Presented on a flooded catwalk, Demna Gvasalia’s Autumn/Winter 2020 collection for Balenciaga conjured the end of days with a wardrobe both sacred and profane
A sense of impending doom hovered over Demna Gvasalia’s latest show for Balenciaga, held at La Cité du Cinéma film studios on the outskirts of Paris this past weekend. Guests arrived in almost complete darkness; as the lights rose, a flooded catwalk appeared – around which the stadium-style bleachers were half-submerged. Above the runway, a vast LED-lit ceiling conjured stormy skies and burning flames, eventually zooming out to reveal the earth as if looking down upon it from outer space. The mood was apocalyptic; backstage, Gvasalia noted he had scented the room with kerosene. Was this a designer ready to burn it all to the ground?
Out into this combustible abyss Gvasalia’s protagonists strode, oil-black water lapping at their ankles. They wore black, too: a stream of capes, hoods, robes, and gowns, cut with monastic austerity. They had emerged from the designer’s memories of attending the Eastern Orthodox Church as a child in Georgia, where the traditional institution continues to wield considerable influence. Cristóbal Balenciaga was fascinated by the church, too: a practising Catholic throughout his life, his own creations were informed by the rich and ritualistic dress codes of the Spanish clergy and the lavish draperies of Francisco de Zurbarán’s paintings of monks, nuns and martyrs.
Gvasalia began with a high-necked dress, in black velvet, reminiscent of a priest’s cassock. Gvasalia noted that several of Cristóbal Balenciaga’s very first designs were made from black velvet, designed for women to wear to church (he has purportedly been spending more time in the archive than ever, in preparation for his debut haute couture show this June). The next looks followed a similarly austere, monastic line, from billowing trench coats – cut at the back like a mantle – to various iterations of the cassock or nun’s habit, via a series of chaste floor-length outerwear and gowns (on one, in place of the clerical collar, the white double-B Balenciaga logo and monogram).
If Cristóbal Balenciaga was propelled by the sincerity of his belief, Gvasalia likes to meld the sacred with the profane (one memorable show for Vetements, the brand he founded and has since departed, was held in a Parisian church and saw models in school-girl mini skirts, thigh-high leather boots and T-shirts reading ‘Sexual Fantasies’ and ‘You Fuck’n Asshole’ stride down the central aisle). Here, he imbued the priest with a frisson of teenage sex appeal. “I went to church every Saturday,” Gvasalia said. “I remember looking at all these young priests and monks, wearing these long robes and thinking, ‘How beautiful’. You see them around Europe with their beards, hair knotted back and backpacks ... I find it quite hot, but that’s my fetish.”
It set him to thinking about rituals and pleasure; religious sects and the societal groups which feel like them. There were footballers – or perhaps football fans – in Balenciaga-branded kit and thigh-high socks (footballers were another fetish, he said); the “new gothics” in swamping leather jackets and spiked rubber; moto-cross racers in full biker garb; power-shouldered corporate execs (here, his signature pitched shoulders took on new heights); water-sporters in top-to-bottom neoprene, all the way down to the toes (a collaboration with Vibram and their notorious ‘FiveFingers’ shoes). It ended with evening-wear: floor-length gowns in glittering crystal or shimmering black pailettes, or twisting lycra creations which were entirely one-piece, from glove to shoe. Because if it’s the end of days, why not go out in style?
Then, it all went black. The show left a lingering question: what next? “In spite of all that’s going on in fashion and the world, I still love this,” Gvasalia assured backstage. “I suppose until the day I die, this is what I am passionate about. I love making clothes.”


## DIRECTIONS FOR THIS TASK
Transcribe each record word for word. Skip the images.

[Items from a figure collection]
++++
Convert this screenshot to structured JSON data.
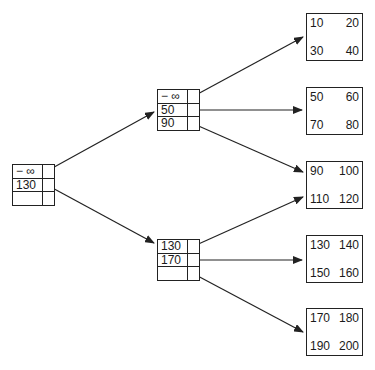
{
  "diagram": {
    "type": "B+ tree",
    "root": {
      "keys": [
        "− ∞",
        "130",
        ""
      ]
    },
    "internal_nodes": [
      {
        "keys": [
          "− ∞",
          "50",
          "90"
        ]
      },
      {
        "keys": [
          "130",
          "170",
          ""
        ]
      }
    ],
    "leaves": [
      {
        "values": [
          "10",
          "20",
          "30",
          "40"
        ]
      },
      {
        "values": [
          "50",
          "60",
          "70",
          "80"
        ]
      },
      {
        "values": [
          "90",
          "100",
          "110",
          "120"
        ]
      },
      {
        "values": [
          "130",
          "140",
          "150",
          "160"
        ]
      },
      {
        "values": [
          "170",
          "180",
          "190",
          "200"
        ]
      }
    ],
    "colors": {
      "line": "#222222",
      "background": "#ffffff"
    }
  }
}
++++
## ANSWER SECTION
Convert this screenshot to structured JSON data.
{
  "diagram": {
    "type": "B+ tree",
    "root": {
      "keys": [
        "− ∞",
        "130",
        ""
      ]
    },
    "internal_nodes": [
      {
        "keys": [
          "− ∞",
          "50",
          "90"
        ]
      },
      {
        "keys": [
          "130",
          "170",
          ""
        ]
      }
    ],
    "leaves": [
      {
        "values": [
          "10",
          "20",
          "30",
          "40"
        ]
      },
      {
        "values": [
          "50",
          "60",
          "70",
          "80"
        ]
      },
      {
        "values": [
          "90",
          "100",
          "110",
          "120"
        ]
      },
      {
        "values": [
          "130",
          "140",
          "150",
          "160"
        ]
      },
      {
        "values": [
          "170",
          "180",
          "190",
          "200"
        ]
      }
    ],
    "colors": {
      "line": "#222222",
      "background": "#ffffff"
    }
  }
}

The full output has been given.